The first time she had sex with her husband, she didn’t know his name. She was on her back, looking up. At the bricks. The way they arched up and over and down again, row upon row, to make the walls and roof of the tunnel. They were beautiful, the bricks, the way they moved together, as one, like the starlings at dusk over Brighton’s West Pier back in her dirty weekend days. Sipping tea at the Metropole.

She’d slid her heels down and shifted her bottom up, cushioned from the knobbled cobblestones by his leather jacket. She liked the way he spread it on the ground and invited her with a flourish of his arm. Like that Sir somebody or other with Elizabeth the first over a muddy puddle. Only there were no puddles. Just stale, damp air up her nose, musty as unwashed sheets, and overhead the rumble-judder of suburban trains rolling into London Bridge station.
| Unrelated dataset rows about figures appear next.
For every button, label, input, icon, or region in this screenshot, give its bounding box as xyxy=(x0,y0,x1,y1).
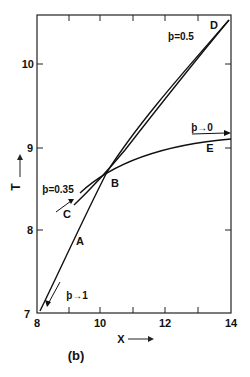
p0-arrow-icon xyxy=(192,133,226,134)
p0-arrowhead-icon xyxy=(224,130,231,136)
y-tick-label: 9 xyxy=(27,142,33,154)
label-p-0: þ→0 xyxy=(191,122,213,133)
label-b: B xyxy=(111,177,119,189)
label-p-1: þ→1 xyxy=(66,290,88,301)
panel-label: (b) xyxy=(68,348,85,363)
x-tick-label: 8 xyxy=(34,317,40,329)
label-p-05: þ=0.5 xyxy=(168,31,194,42)
x-tick-label: 12 xyxy=(159,317,171,329)
x-tick-label: 10 xyxy=(94,317,106,329)
curve-c-to-d xyxy=(74,20,229,205)
p1-arrow-icon xyxy=(48,282,60,304)
y-axis-arrowhead-icon xyxy=(17,154,23,160)
label-c: C xyxy=(63,208,71,220)
x-tick-label: 14 xyxy=(225,317,238,329)
y-tick-label: 7 xyxy=(24,308,30,320)
x-axis-arrowhead-icon xyxy=(148,336,154,342)
x-axis-title: X xyxy=(117,333,125,345)
y-tick-label: 10 xyxy=(22,58,34,70)
y-axis-title: T xyxy=(9,183,23,191)
x-ticks xyxy=(69,15,198,313)
label-e: E xyxy=(206,142,213,154)
p035-arrowhead-icon xyxy=(68,199,74,204)
label-d: D xyxy=(210,19,218,31)
label-a: A xyxy=(76,235,84,247)
label-p-035: þ=0.35 xyxy=(42,184,74,195)
phase-chart: 8 10 12 14 7 8 9 10 X T (b) A B C D E þ=… xyxy=(0,0,250,377)
plot-frame xyxy=(37,15,231,313)
y-tick-label: 8 xyxy=(27,224,33,236)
One leg stayed in her jeans, the other out. From the waist up she was more or less intact. T-shirt ruched up a bit, that was all. Her knickers remained on throughout. She was impressed – excited – by the way he slipped a finger beneath the crotch and moved it aside so he could get in. He lay face-down on her. She ran her fingers through his longish old-fashioned hair, grabbed his head to snog his face. Thank God he didn’t have one of those beards. One that would graze like a Brillo pad making her chin sore and red. And all the beads of milk and bits of food and ugh-yuck. She’d liked the weight of his body on hers. Solid bones, not a wishy-washy, hollow kind of man.
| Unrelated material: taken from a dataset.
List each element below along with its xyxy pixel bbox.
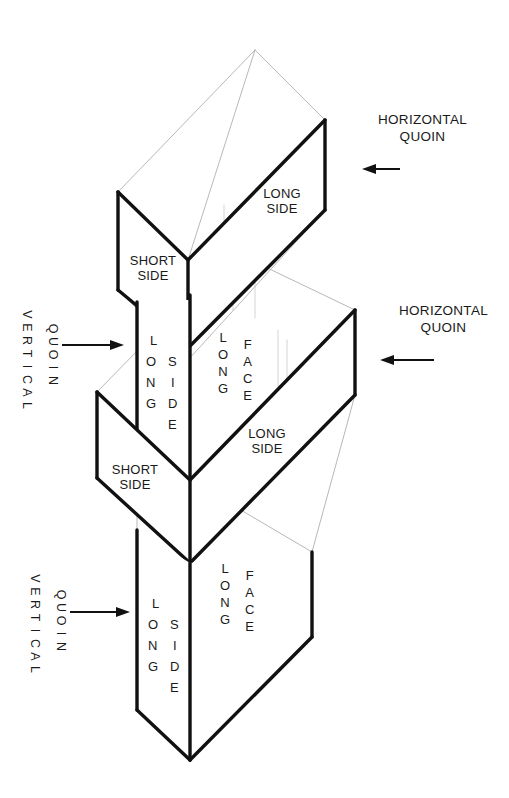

There was hardly enough space inside her for her orgasm. It’d swelled up and raced out to the tips of the toes and fingers of her, almost ripped her face off when she screamed it out. He’d said ‘Fuck!’ right in her ear when he came. Before that there was no sex talk. No talk at all. She liked it like that: fast with the barest minimum of touchy-feely-tonguey-fingery pre-amble.

After sex she preferred silence. She didn’t mind talking, as long as it wasn’t about what had gone before. (Some man had once said he thought the sex had lacked polish. She’d imagined spraying his cock with Pledge.)
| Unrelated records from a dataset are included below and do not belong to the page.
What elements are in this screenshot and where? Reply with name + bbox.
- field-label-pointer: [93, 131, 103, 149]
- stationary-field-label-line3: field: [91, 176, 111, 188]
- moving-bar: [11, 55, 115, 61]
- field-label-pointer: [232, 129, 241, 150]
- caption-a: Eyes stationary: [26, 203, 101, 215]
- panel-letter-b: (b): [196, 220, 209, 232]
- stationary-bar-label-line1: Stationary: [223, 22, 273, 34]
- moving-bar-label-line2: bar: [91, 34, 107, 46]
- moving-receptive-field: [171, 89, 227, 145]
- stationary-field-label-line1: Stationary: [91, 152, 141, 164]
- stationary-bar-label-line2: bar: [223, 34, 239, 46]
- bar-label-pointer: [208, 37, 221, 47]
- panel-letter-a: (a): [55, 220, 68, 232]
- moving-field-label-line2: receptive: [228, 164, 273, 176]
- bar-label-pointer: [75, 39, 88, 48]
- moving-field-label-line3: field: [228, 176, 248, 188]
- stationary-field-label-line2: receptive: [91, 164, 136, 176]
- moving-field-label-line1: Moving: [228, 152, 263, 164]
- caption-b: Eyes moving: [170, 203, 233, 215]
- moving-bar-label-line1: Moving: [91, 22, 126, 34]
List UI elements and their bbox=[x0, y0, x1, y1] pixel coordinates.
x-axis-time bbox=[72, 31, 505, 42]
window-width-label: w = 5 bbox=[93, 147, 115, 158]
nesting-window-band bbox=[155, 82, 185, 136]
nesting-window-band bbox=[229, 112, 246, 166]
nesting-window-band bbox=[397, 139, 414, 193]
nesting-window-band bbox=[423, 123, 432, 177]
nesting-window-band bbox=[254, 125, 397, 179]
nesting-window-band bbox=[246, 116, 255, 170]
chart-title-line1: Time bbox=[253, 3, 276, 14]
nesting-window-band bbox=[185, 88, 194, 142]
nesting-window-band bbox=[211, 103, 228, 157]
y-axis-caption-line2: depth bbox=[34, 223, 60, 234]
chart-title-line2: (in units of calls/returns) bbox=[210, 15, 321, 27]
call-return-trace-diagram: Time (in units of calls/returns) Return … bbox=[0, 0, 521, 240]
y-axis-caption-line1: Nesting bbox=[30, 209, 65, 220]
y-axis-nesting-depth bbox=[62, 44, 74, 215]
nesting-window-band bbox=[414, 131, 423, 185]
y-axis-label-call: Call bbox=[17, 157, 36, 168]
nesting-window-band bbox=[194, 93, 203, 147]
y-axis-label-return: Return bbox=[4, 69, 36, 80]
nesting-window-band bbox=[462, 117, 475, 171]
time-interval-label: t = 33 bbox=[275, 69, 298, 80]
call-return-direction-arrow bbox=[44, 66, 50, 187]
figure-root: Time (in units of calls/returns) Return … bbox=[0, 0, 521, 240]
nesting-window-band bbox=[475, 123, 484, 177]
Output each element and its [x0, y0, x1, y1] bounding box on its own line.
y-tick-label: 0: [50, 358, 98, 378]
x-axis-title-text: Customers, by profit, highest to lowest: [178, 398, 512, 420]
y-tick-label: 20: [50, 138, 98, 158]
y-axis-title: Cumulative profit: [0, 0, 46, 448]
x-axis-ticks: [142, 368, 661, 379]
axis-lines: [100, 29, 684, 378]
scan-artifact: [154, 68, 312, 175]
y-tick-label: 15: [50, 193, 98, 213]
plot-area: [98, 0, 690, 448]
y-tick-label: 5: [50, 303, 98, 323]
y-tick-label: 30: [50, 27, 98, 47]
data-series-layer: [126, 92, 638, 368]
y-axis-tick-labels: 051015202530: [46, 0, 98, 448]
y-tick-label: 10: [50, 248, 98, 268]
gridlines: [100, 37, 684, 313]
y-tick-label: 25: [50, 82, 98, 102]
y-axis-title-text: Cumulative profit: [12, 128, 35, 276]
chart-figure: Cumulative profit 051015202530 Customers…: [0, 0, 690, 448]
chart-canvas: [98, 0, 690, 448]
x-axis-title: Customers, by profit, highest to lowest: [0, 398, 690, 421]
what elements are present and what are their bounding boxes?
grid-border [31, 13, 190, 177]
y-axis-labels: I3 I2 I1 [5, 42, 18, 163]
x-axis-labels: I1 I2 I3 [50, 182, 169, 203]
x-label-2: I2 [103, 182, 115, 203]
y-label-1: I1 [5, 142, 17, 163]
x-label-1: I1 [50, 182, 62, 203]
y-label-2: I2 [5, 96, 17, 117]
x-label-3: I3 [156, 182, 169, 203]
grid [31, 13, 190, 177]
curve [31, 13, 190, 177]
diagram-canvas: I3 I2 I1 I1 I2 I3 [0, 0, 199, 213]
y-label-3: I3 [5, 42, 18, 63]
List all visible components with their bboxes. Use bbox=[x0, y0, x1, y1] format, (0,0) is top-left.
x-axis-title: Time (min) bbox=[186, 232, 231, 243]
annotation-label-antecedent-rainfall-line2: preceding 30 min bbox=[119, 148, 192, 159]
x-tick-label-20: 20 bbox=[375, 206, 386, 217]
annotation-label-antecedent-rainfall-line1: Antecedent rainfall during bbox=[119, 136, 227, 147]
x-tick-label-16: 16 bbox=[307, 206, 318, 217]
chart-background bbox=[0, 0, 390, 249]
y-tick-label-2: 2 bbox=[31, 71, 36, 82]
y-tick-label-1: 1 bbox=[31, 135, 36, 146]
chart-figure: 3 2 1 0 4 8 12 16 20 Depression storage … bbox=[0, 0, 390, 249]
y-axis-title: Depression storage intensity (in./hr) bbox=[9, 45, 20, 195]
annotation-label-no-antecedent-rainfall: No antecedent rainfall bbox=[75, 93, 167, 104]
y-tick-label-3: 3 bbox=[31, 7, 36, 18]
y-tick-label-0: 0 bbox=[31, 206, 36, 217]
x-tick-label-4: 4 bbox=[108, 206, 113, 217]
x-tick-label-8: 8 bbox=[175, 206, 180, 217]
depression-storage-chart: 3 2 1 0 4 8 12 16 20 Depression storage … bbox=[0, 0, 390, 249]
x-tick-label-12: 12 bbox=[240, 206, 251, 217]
That time, under the bricks, she lay there afterwards, letting her mind wander. About how he’d walked up to her in the pub, taken her hand, marched her out. About how she didn’t know him from Adam. About how he could’ve produced a knife, ripped her open, surgeon-slick, grabbed her guts and flung them at the slime-damp walls to stick like done spaghetti. About how she’d have to see if there was anything to be forged from the encounter. And how she definitely wasn’t going to tell her friends. She didn’t want their interpretations all over it.

She often remembers that first time they had sex. She just can’t remember the last. Except that there were no bricks, no starlings.